How to Make: Continuous Bias Binding

Written by: 
Oda May

Welcome to a new series here on the Moda Bake Shop! Instruction Sheets are printable pages that you will want to keep handy in your sewing room. Each one has simple and clear instructions for some basic sewing techniques. Today we are sharing how to make something every sewist will need at some point - continuous bias binding.

Quilt binding is typically cut on the straight grain of the fabric. In contrast, bias binding is cut on the bias, which gives the fabric more stretch. This stretch makes bias binding ideal for binding curves or for use on other items that need to move -  like clothing.

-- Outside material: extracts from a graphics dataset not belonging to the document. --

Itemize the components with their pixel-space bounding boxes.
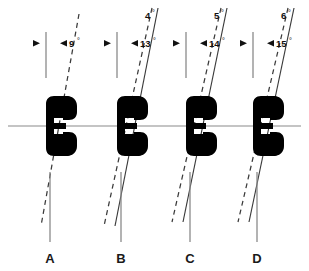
angle-label-a-primary: 9 [69,38,74,49]
degree-symbol-a-primary: ° [77,37,80,44]
seal-group-d: 15 ° 6 ° D [238,8,294,266]
technical-diagram: 9 ° A 13 ° 4 ° B [0,0,309,271]
arrow-left-icon-b [131,40,138,46]
degree-symbol-d-secondary: ° [288,9,291,16]
degree-symbol-c-primary: ° [222,37,225,44]
angle-label-b-secondary: 4 [145,10,151,21]
angle-label-d-primary: 15 [276,38,287,49]
arrow-left-icon-a [60,40,67,46]
degree-symbol-b-primary: ° [153,37,156,44]
angle-label-d-secondary: 6 [281,10,286,21]
arrow-right-icon-c [173,40,180,46]
arrow-right-icon-d [240,40,247,46]
seal-group-b: 13 ° 4 ° B [104,8,158,266]
arrow-left-icon-c [200,40,207,46]
angle-label-c-primary: 14 [209,38,220,49]
seal-group-a: 9 ° A [33,14,80,266]
seal-group-c: 14 ° 5 ° C [172,8,227,266]
arrow-right-icon-a [33,40,40,46]
angle-label-b-primary: 13 [140,38,151,49]
arrow-right-icon-b [104,40,111,46]
degree-symbol-b-secondary: ° [152,9,155,16]
degree-symbol-c-secondary: ° [221,9,224,16]
degree-symbol-d-primary: ° [289,37,292,44]
item-label-a: A [45,251,55,266]
diagram-canvas: 9 ° A 13 ° 4 ° B [0,0,309,271]
item-label-c: C [185,251,195,266]
angle-label-c-secondary: 5 [214,10,220,21]
arrow-left-icon-d [267,40,274,46]
item-label-d: D [252,251,261,266]
item-label-b: B [116,251,125,266]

One fat quarter of fabric makes approximately 5 yards of bias binding. The length of the binding varies depending on how wide your strips are cut.

  • 1 Fat Quarter
  • Starch
  • Rotary cutter
  • Pencil or other  non-heat sensitive marking pen
  • Ruler or straight edge
  • Scissors

Lightly starch and press fat quarter to remove any wrinkles. Cut off the selvedge and trim fat quarter to 18"x 22".

Fold the top right corner of the fat quarter down to match the bottom edge, creating a 45 degree fold. Press along the fold. Unfold the fat quarter and use a rotary cutter to cut along the pressed line.

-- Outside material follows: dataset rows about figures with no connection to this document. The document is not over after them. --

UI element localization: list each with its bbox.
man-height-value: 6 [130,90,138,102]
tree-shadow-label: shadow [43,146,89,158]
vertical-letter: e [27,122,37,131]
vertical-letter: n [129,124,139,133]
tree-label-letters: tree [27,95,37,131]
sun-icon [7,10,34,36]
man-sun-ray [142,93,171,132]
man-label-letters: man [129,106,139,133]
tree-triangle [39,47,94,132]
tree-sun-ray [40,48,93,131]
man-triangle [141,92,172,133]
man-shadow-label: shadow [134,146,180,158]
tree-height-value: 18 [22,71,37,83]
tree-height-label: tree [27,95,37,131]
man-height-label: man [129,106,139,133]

Move the cut triangle to the other end of the fat quarter, right sides together, as shown. Sew along the overlapping edge using a shortened stitch.

Press the seam open. The resulting shape is a parallelogram. Use a ruler and a pencil to mark binding widths across the fabric.

Create a tube out of the fabric by matching and pinning the marked lines at the top and bottom. Offset the first line so it matches the second one at the top. Continue pinning at each pencil mark until you reach the end. The tube you are creating will appear crooked but as you get the full seam pinned and sewn, it will straighten out.

Sew a 1/4" seam along the pinned edge. Remove the pins and press the seam open.

Use your scissors to cut along the pencil line. The binding will unravel into a long strip as you go. Take extra care that you keep the layers separate and don't cut through both layers at once.

One fat quarter can make up to 5 yards of continuous bias binding.